UnitControl: Add support for complex CSS in the UI#38341
Conversation
Previously we would get the allValue and consider values to be mixed if it was non-numeric, which breaks if the allValue is a custom CSS string. We should be able to just check if the allValue is null, as getAlLValue should return null whenever values are mixed.
|
Size Change: +3.51 kB (0%) Total Size: 1.14 MB
ℹ️ View Unchanged
|
This is necessary when the customUnit is supplied in the units list but the legacy unit prop is provided: in that case we remove custom css support.
|
This is working pretty well for a first draft, although it needs much more testing. Unit tests need to be added, and additional storybook examples. Here's a rough breakdown of major concerns: Design considerations
Lack of validation of CSS:
Thoughts about
|
|
I'm doing some old PR cleanup. Since there has been no activity in the last three years, I'm going to close this as "stale." |
This is an alternative implementation to #38096, which explored adding an actual button to the UnitControl that would toggle open a custom CSS input (as opposed to the dropdown).
Description
Adds support for a
css"unit" to the UnitControl which can be used to add complex CSS values likemax...orclamp...through the UI. Themes can configure whether or not to support the unit by its inclusion in thespacingsettings intheme.json:These types of values are already technically supported by attributes that accept custom units (like padding, margin, and the Spacer block's height), in the sense that you can manually set those attributes (using the Code editor, for example). But since the
UnitControldoesn't currently support these arbitrary strings, you'll see an empty input in the UI and you won't be able to edit the value through the control panel.This can lead to strange scenarios. For example, the space beneath the header in Twenty Twenty-Two uses a spacer with height
max(1.25rem, 5vw)as defined in the theme. If a user goes to edit that spacer, they won't see that value in the Inspector Controls (the height input appears empty). If they set their own value in the controls, they may not realize what they're overriding. It would be nice to be able to quickly see what values are set and tweak them yourself.Notes:
valueandunitare passed as separate props, for example in the Min Height control for the Cover block, it's usually because those values are stored in separate attributes. In Cover's case,heightis an attribute with typenumber, and arbitrary custom CSS strings simply can't be stored in it. The best way I can think of handling this is by assuming all uses of the legacy unit prop cannot support custom CSS, and removing the unit even if it is otherwise supported intheme.json.Testing Instructions
Screenshots
Video below also has changes from #38340 applied
custom-css.mov
Types of changes
Checklist:
*.native.jsfiles for terms that need renaming or removal).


Exercise objective.
In your copy, each record should read exactly as it does below, and no pictures should be present.

● ● ● ●

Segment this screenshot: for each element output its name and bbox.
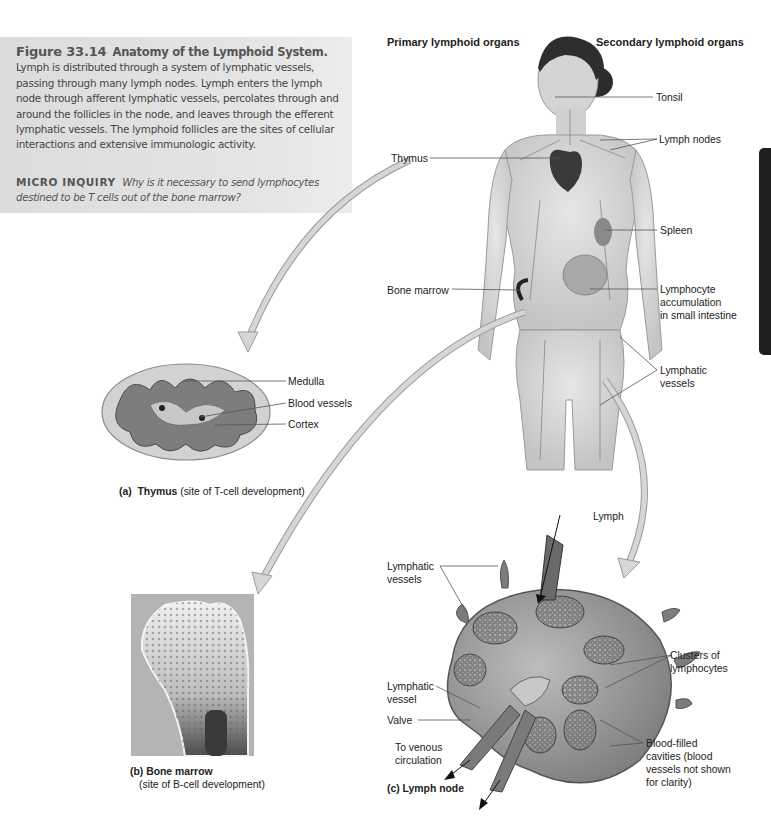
thymus-illustration xyxy=(102,364,270,460)
label-cortex: Cortex xyxy=(288,418,319,431)
label-medulla: Medulla xyxy=(288,375,324,388)
label-bone-marrow: Bone marrow xyxy=(387,284,449,297)
human-figure xyxy=(478,37,662,470)
label-thymus: Thymus xyxy=(391,152,428,165)
bone-marrow-panel-caption: (b) Bone marrow (site of B-cell developm… xyxy=(130,765,265,791)
secondary-organs-header: Secondary lymphoid organs xyxy=(596,36,744,48)
thymus-panel-caption: (a) Thymus (site of T-cell development) xyxy=(119,485,305,498)
label-lymphatic-vessel: Lymphatic vessel xyxy=(387,680,434,706)
label-blood-filled-cavities: Blood-filled cavities (blood vessels not… xyxy=(646,737,731,789)
bone-marrow-photo xyxy=(131,594,254,756)
label-lymphatic-vessels-node: Lymphatic vessels xyxy=(387,560,434,586)
label-lymphatic-vessels-body: Lymphatic vessels xyxy=(660,364,707,390)
label-valve: Valve xyxy=(387,714,412,727)
label-clusters-of-lymphocytes: Clusters of lymphocytes xyxy=(670,649,728,675)
label-tonsil: Tonsil xyxy=(656,91,683,104)
label-lymph-nodes: Lymph nodes xyxy=(659,133,721,146)
label-to-venous-circulation: To venous circulation xyxy=(395,741,442,767)
primary-organs-header: Primary lymphoid organs xyxy=(387,36,520,48)
label-lymphocyte-accumulation: Lymphocyte accumulation in small intesti… xyxy=(660,283,737,322)
lymph-node-panel-caption: (c) Lymph node xyxy=(387,782,464,795)
label-blood-vessels: Blood vessels xyxy=(288,397,352,410)
label-lymph: Lymph xyxy=(593,510,624,523)
label-spleen: Spleen xyxy=(660,224,692,237)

● ● ● ●

The answer.
Segment this screenshot: for each element output its name and bbox.
thymus-illustration xyxy=(102,364,270,460)
label-cortex: Cortex xyxy=(288,418,319,431)
label-medulla: Medulla xyxy=(288,375,324,388)
label-bone-marrow: Bone marrow xyxy=(387,284,449,297)
human-figure xyxy=(478,37,662,470)
label-thymus: Thymus xyxy=(391,152,428,165)
bone-marrow-panel-caption: (b) Bone marrow (site of B-cell developm… xyxy=(130,765,265,791)
secondary-organs-header: Secondary lymphoid organs xyxy=(596,36,744,48)
thymus-panel-caption: (a) Thymus (site of T-cell development) xyxy=(119,485,305,498)
label-lymphatic-vessel: Lymphatic vessel xyxy=(387,680,434,706)
label-blood-filled-cavities: Blood-filled cavities (blood vessels not… xyxy=(646,737,731,789)
bone-marrow-photo xyxy=(131,594,254,756)
label-lymphatic-vessels-node: Lymphatic vessels xyxy=(387,560,434,586)
label-lymphatic-vessels-body: Lymphatic vessels xyxy=(660,364,707,390)
label-valve: Valve xyxy=(387,714,412,727)
label-clusters-of-lymphocytes: Clusters of lymphocytes xyxy=(670,649,728,675)
label-tonsil: Tonsil xyxy=(656,91,683,104)
label-lymph-nodes: Lymph nodes xyxy=(659,133,721,146)
label-to-venous-circulation: To venous circulation xyxy=(395,741,442,767)
primary-organs-header: Primary lymphoid organs xyxy=(387,36,520,48)
label-lymphocyte-accumulation: Lymphocyte accumulation in small intesti… xyxy=(660,283,737,322)
lymph-node-panel-caption: (c) Lymph node xyxy=(387,782,464,795)
label-blood-vessels: Blood vessels xyxy=(288,397,352,410)
label-lymph: Lymph xyxy=(593,510,624,523)
label-spleen: Spleen xyxy=(660,224,692,237)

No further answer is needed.